At long last(!) I've compiled Boost::Python and have gotten my XCode project to import a local module. This module starts with the line from xml.dom import minidom, but when it executes, I'm given this error:
Traceback (most recent call last):
File "<string>", line 1, in <module>
File "FeedStore.py", line 1, in <module>
from xml.dom import minidom
ImportError: No module named xml.dom
However, I know that I've installed the xml Python module -- when I open Python from my command prompt and type from xml.dom import minidom, everything goes smoothly. Moreover, when I import the module, it behaves as I would expect.
I suspected that there was something wrong with sys.path, so I compared the one I get from the prompt to the one that's being used in my embedded module.
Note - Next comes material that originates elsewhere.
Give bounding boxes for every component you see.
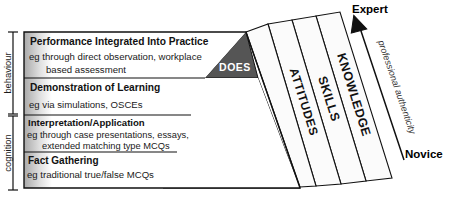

The only difference is that the embedded sys.path does not include ''. I've tried appending it, but that didn't change the behavior.
I also suspected that the embedded version was accessing a different version of Python than I was using from the prompt, but sys.prefix matched between both executions.
Here's the code that imports my module and runs it. It's pretty bare-bones at the moment (not even reference counting yet) because at this point I'd just like to make sure I'll be able to embed my module (I'm a total newbie C++ programmer).
Py_Initialize();
//PyRun_SimpleString("import sys");
//PyRun_SimpleString("sys.path.append('')"); //tried this to no avail!
PySys_SetPath("/Users/timoooo/Documents/Code/TestEmbed/"); //this allows me to import my local module
PyRun_SimpleString("import FeedStore as fs"); //here's where it whines about the lack of xml.dom
PyRun_SimpleString("store = fs.feedStore()");
PyRun_SimpleString("print store.next()");
Py_Finalize();
I'm probably misunderstanding something essential about boost::python. Can anyone help me out?
Despite having identical sys.path values, calling
PyRun_SimpleString("sys.path.append(\"<<path>>\")");
with the places I needed fixed the problem.